Re: The keyboard was key

I loved typing on it. It was far better than the ZX80/81 stylophone keyboards, and far better than the huge clunky keyboards of other home computers. Closer to my laptop today.

I miss my Spectrum, yet I don't even know what happened to it. My parents probably gave it away to some bratty cousin. Is that where the phrase 'on the Spectrum' originated?

Danny 2

Re: The keyboard was key

No, the Spectrum was chaste. I've previously admitted here that Miss Pacman did it for me on the Atari. A much more realistic female body shape than Lara Croft.

Danny 2

The keyboard was key

It had a tiny integrated rubber keyboard you could work with one hand, more akin to a tactile phone. All the other cheap '80s computers had clunky, cheap breakable keyboards. I could type twice my friends speed with half the effort.

My first hardware upgrade was 16k to 48k, on the kitchen sink to negate static.

I exchanged my dodgy joystick to a company three miles from me which is when I clicked this is a real industry I could aspire to join.

I wanted a hifi. My dad insisted on a computer and wouldn't let me buy any games until I was writing my own.

Dreams feel real while we're in them, don't they Salesforce? 'Critical' virtual event Dreamforce faces the axe

Danny 2

Read this, but heard this

"Stretch Your Face" - Tobacco Shirt (Silicon Valley: The Soundtrack)

And no, dreams don't feel real. I often have friends and enemies in dreams, or at least social interactions. In real life I only have TV, this forum and problematic cats.

I do like dreaming though, my internal scriptwriters are often brilliant. Lately though I sometimes wake up out of boredom. GIGO not FOMO.

Programming pioneer Fran Allen dies aged 88 after a career of immense contributions to compilers

Danny 2

a high-level code-breaking language capable of creating alphabets beyond the system defined alphabets

That would make a great scifi story plot, if only it wasn't factual.

Alzheimer's, and the other forms of dementia, are always awful for the sufferer - we just observe it as worse when they were obviously intelligent. My friend Attila the Stockbroker lost his mum that way, she was a code breaker at Bletchley Park. My dad was just a teacher, but the pain is the same.

I don't want life expectancy extended, but quality of life extended.

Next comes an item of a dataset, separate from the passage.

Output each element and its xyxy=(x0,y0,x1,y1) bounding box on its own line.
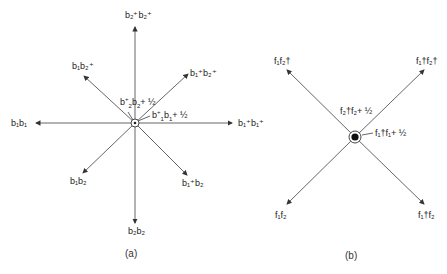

Overbudget and behind schedule, UK's Emergency Services Network reaches 500th base station milestone

Danny 2

It's worth bearing in mind that there are geographical technical problems in mountainous areas like Glencoe compared to flat rural areas like Norfolk. I'll be impressed if the Glencoe coverage reaches the peaks of the three sisters.

Gee up ma Cuddy

Ma cuddy is ower the dyke;

If ye touch ma cuddy,

Ma cuddy'll gie ye a bite

China slams 'dirty' America's 'clean network' plan, reminds world of PRISM snoop-fest exposed by Ed Snowden

Danny 2

Apologies in advance to anyone born this century

There were funky China men from funky Chinatown

They were chopping them up

They were chopping them down

It's an ancient Chinese art

And everybody knew their part

From a feigning to a slip

And a kickin' from the hip

Everybody was Kung Fu fighting

Those kids were fast as lightning

In fact it was a little bit frightening

But they fought with expert timing

There was funky Billie Chin and little Sammy Chong

He said, here comes the big boss, let's get it on

We took the bow and made a stand

Started swaying with the hand

A sudden motion made me skip

Now we're into a brand new trip

You think the UK coronavirus outbreak was bad? Just wait till winter: Study shows test-and-trace system is failing

Danny 2

Re: With schools set to reopen in four weeks, the UK is about to find out

Asymptomatic infection was common and may have played a role in the spread, the study authors said. Among 136 cases with available information on symptoms, 36 patients -- 26% -- reported no symptoms. Of the 100 who reported symptoms, those most commonly reported were subjective or documented fever, headache and sore throat.

Interestingly, a higher percentage of the youngest children tested positive: 51% among those age 6-10 years, 44% among those age 11-17 years, and 33% among those aged 18-21 years tested positive.

"This investigation adds to the body of evidence demonstrating that children of all ages are susceptible to SARS-CoV-2 infection and, contrary to early reports, might play an important role in transmission," the study authors wrote.

https://edition.cnn.com/2020/07/31/health/georgia-camp-coronavirus-outbreak-cdc-trnd/index.html

Danny 2

Re: Really?

Don't catch anything that you can't throw back.

Danny 2

With schools set to reopen in four weeks, the UK is about to find out

Scottish schools open two weeks earlier. Test and tracing is crap here too, so not a great scenario and even more urgent. We just suffered the fiasco of the SQA under-qualifying poor pupils.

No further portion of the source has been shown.